People and their profiles: dukes, archbishops, actors, writers, monks, oddbods, the garish, the gregarious - here they are in single file, chosen by chance, by inclination, or by necessity ... and all reflecting, one hopes, the essential, but indefinable, spark that makes one human being interesting to many. Geoffrey Mather
The blossoming of Maureen Lipman has been a splendid thing to observe for those of her friends she left behind in the long trail from Hull to West End: Shakespeare, Alan Ayckbourn, merry witch, Kitty McShane; panto, magazine columnist.
The best bit of acting she ever did took place by courtesy of the Post Office rather than any theatre management. -
"My first part was at Watford- I played the girl in The Knack, and really got that through a huge piece of cheek. I rang a director I knew saying I had an offer from a TV company to make a documentary about a young actress setting out on her first job. I said that if he gave me the part it would be enormous publicity for the theatre.
"Anyway, he gave me a job and never asked where the TV crew was. I'd worked there months before I said, 'Did you ever wonder?' ; and he said, 'I think I saw through that one. But I also thought that with your amount of cheek, I'd give you a chance."
She married the playwright Jack Rosenthal whom she met in Manchester when she joined the Stables Theatre company and he was doing The Dustbinmen.
"I was 26 or so. I suppose cookie is an outdated word, but I would wear floor-length coats and rainbow scarves and big hats and I would generally waft around being a bit actressy. He seemed rather worldly-wise, had a sports car, and there was a Gallic weariness about him.
"I was always ringing him pretending to be old Jewish ladies trying to marry him off to their daughters, frightening the wits out of him. I got an offer to join the Old Vie and then it was a question of whether we would be able to continue the relationship at long distance. We had got to the stage where he was on the family photographs, but standing back so that my mother could cut him off if nothing came of it.
"We had been going around together for about four years. I thought it was time we settled down and got on with it, or didn't. He was reluctant to come to London. But he finally got frog-marched down by me and admitted that within half an hour, London was his home.
She once said she had been discovered more often than Lassie - “not that there has been a huge fuss of the star-is-born category. I feel like Beryl Reed in a way - someone who will always be around. I could always play older women, and often do.”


What you should do →
Skip every picture, and copy exactly the lines from the one containing "is (726, 1477)." to the end of the data.

----- Records for this exercise -----

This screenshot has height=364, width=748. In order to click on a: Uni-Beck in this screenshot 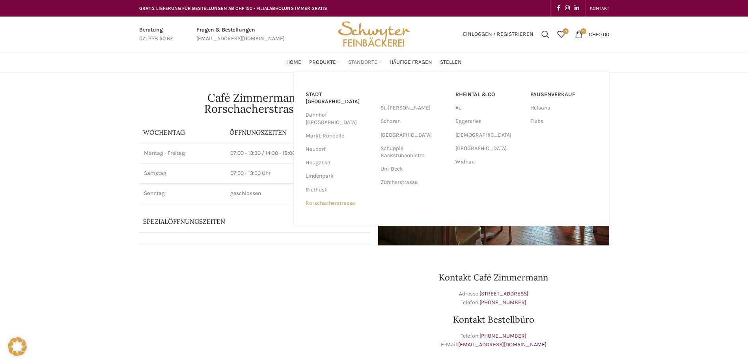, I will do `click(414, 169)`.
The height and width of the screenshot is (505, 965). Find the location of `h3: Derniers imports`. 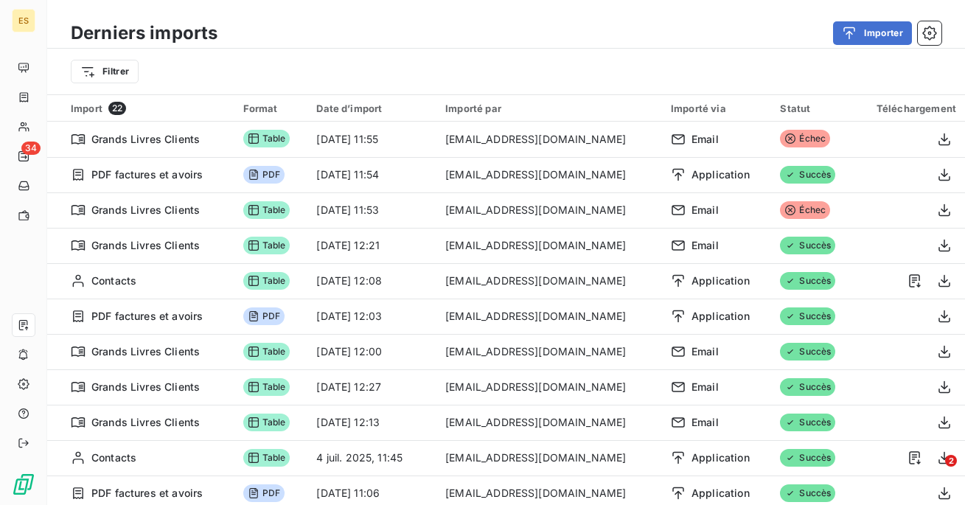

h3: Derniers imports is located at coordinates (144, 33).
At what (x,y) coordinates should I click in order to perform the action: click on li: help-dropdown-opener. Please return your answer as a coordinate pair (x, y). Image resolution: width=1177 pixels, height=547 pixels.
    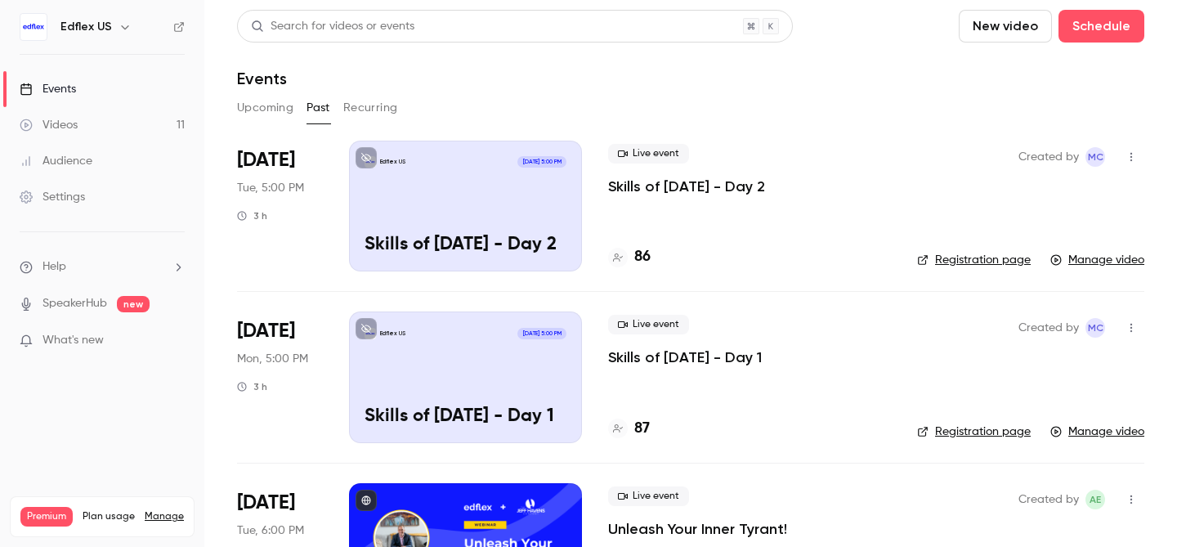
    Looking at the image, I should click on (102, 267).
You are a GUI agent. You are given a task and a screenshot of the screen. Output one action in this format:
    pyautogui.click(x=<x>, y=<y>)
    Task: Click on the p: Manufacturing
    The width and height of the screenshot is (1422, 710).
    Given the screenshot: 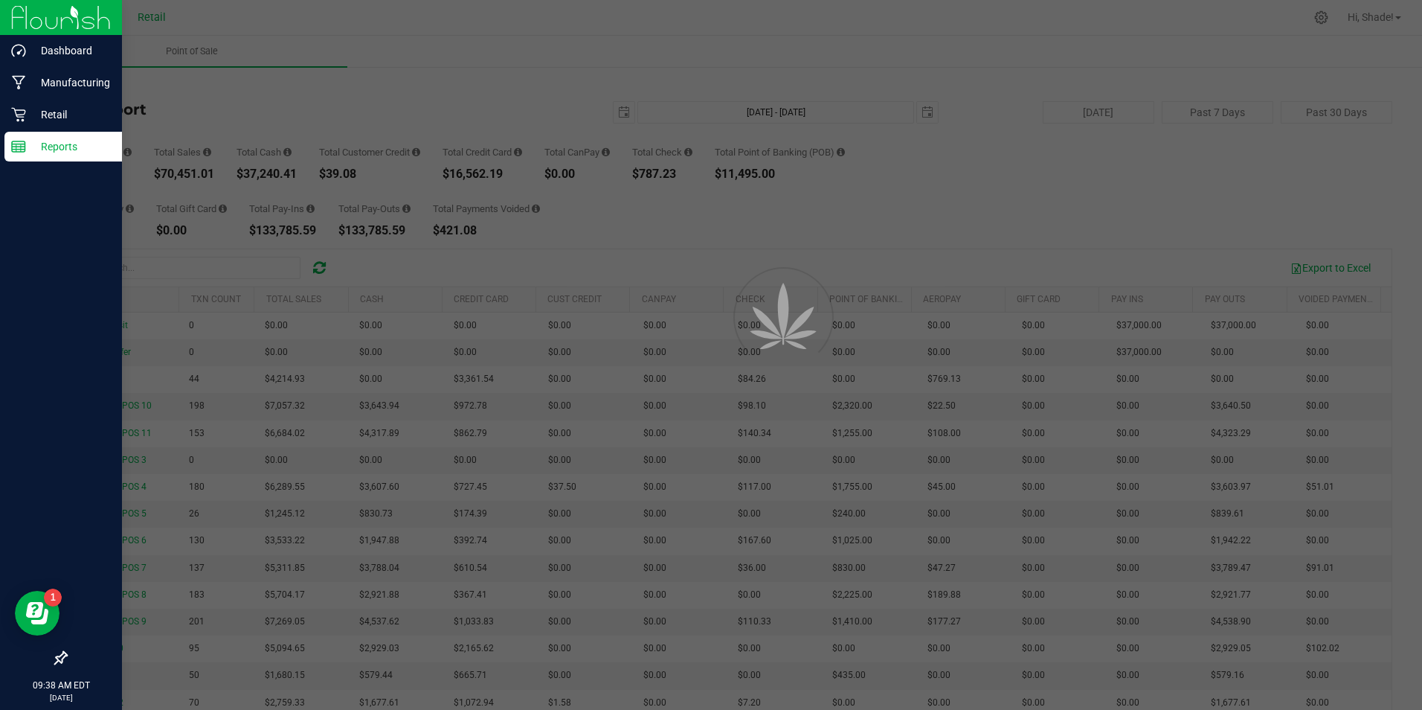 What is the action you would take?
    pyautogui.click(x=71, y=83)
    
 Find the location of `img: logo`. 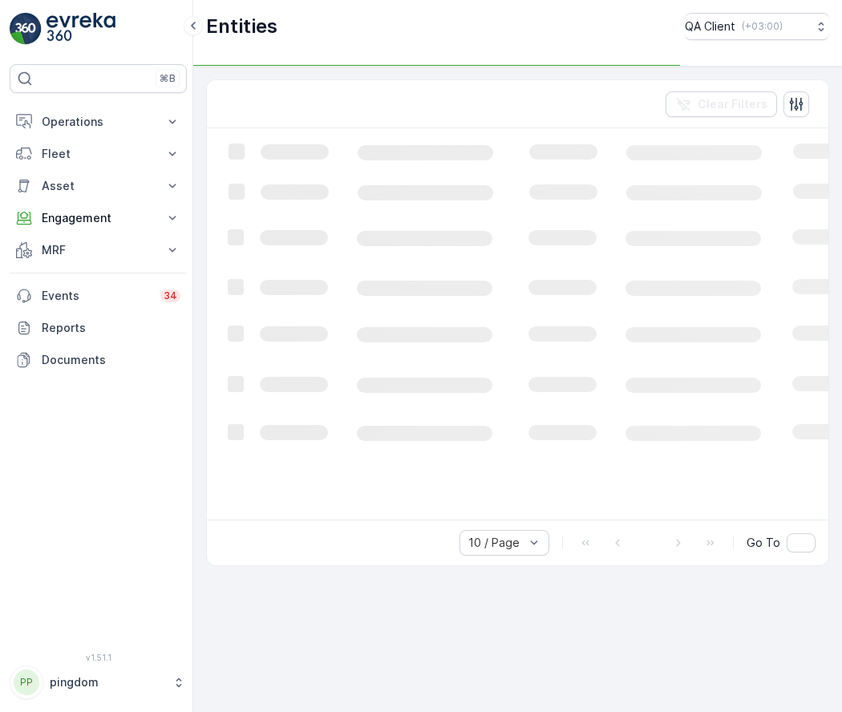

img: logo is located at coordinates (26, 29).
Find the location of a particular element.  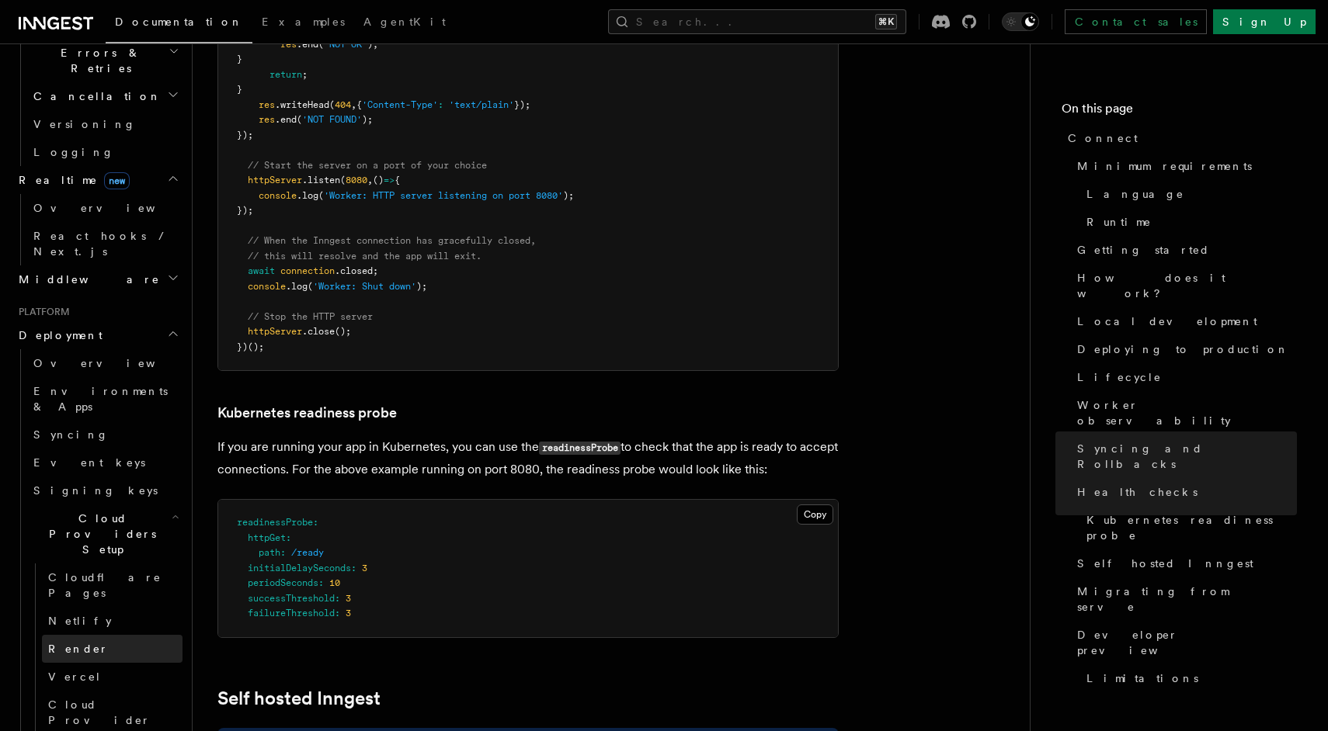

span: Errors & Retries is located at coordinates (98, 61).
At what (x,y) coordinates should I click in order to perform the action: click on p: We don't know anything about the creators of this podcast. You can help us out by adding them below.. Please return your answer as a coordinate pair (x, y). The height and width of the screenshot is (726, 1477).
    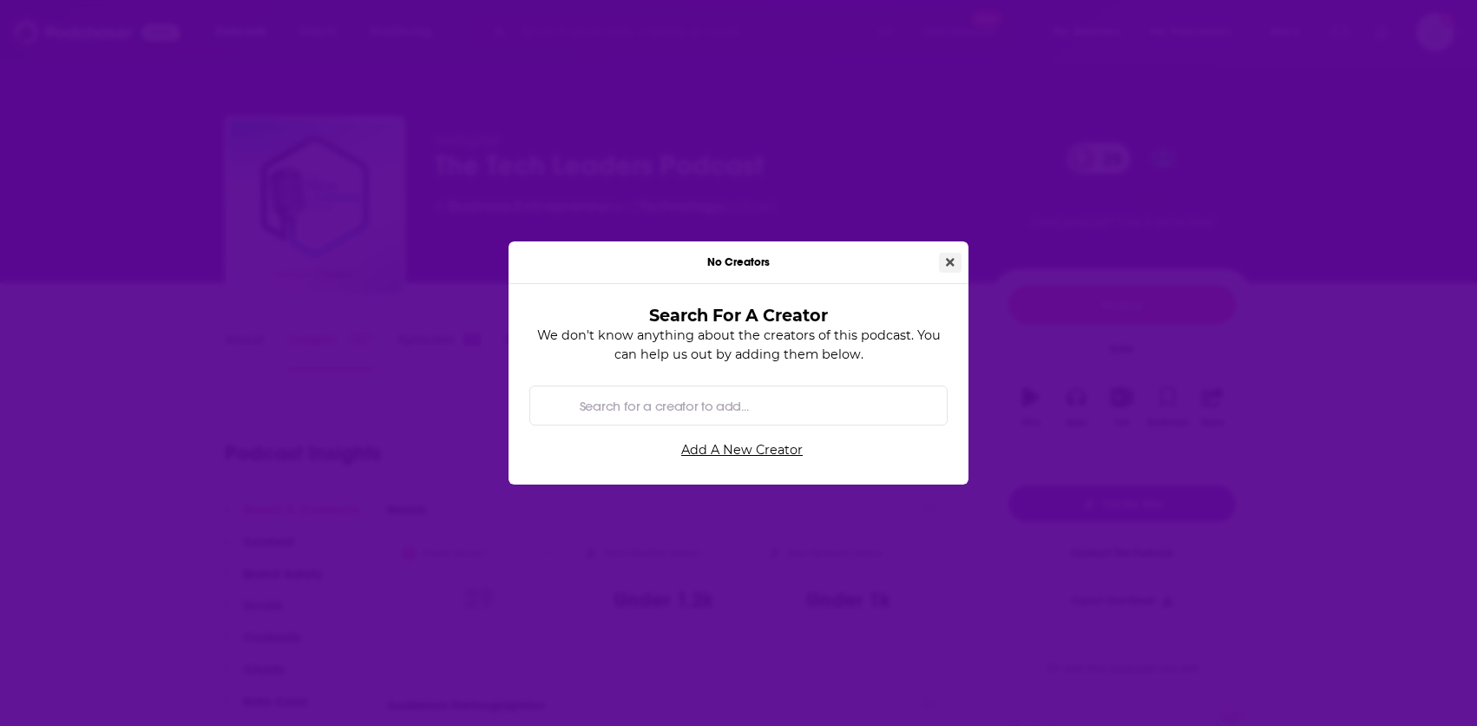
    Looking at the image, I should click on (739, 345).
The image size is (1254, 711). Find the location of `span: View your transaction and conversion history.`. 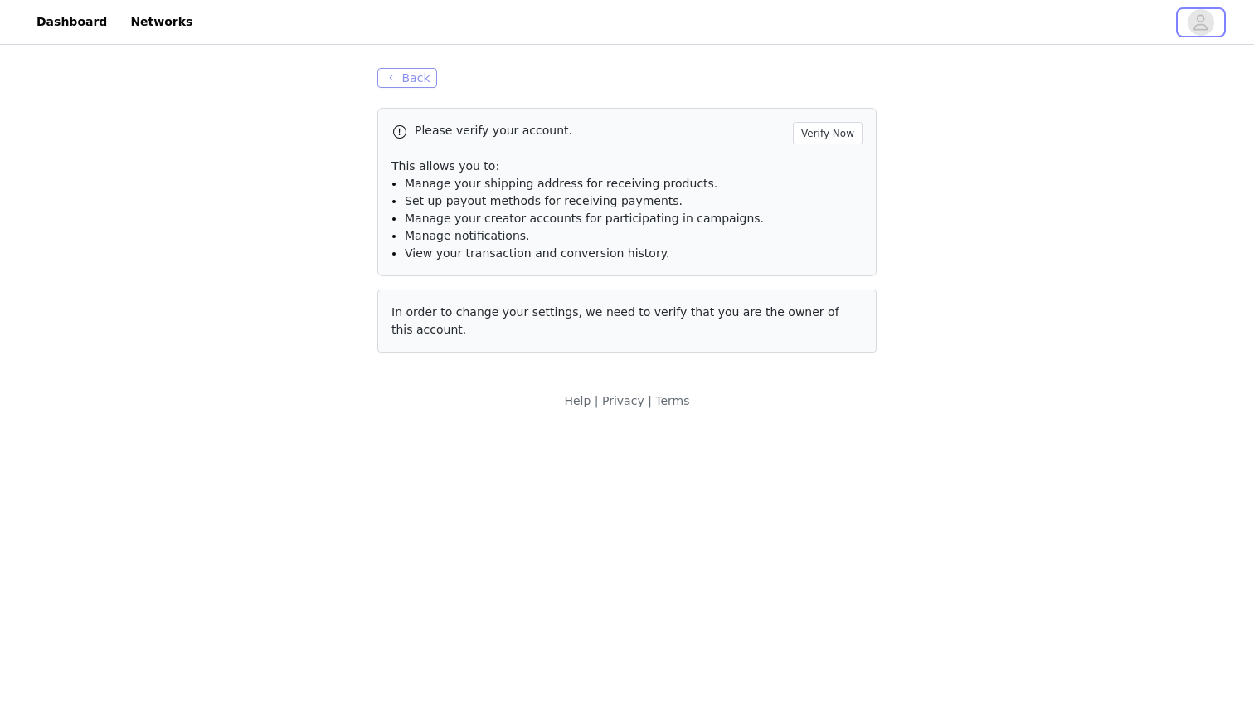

-----

Task solution →
At what (x,y) coordinates should I click in order to perform the action: click on p: We don't know anything about the creators of this podcast. You can help us out by adding them below.. Please return your answer as a coordinate pair (x, y). The height and width of the screenshot is (726, 1477).
    Looking at the image, I should click on (739, 345).
The image size is (1254, 711). Find the location of `span: View your transaction and conversion history.`. 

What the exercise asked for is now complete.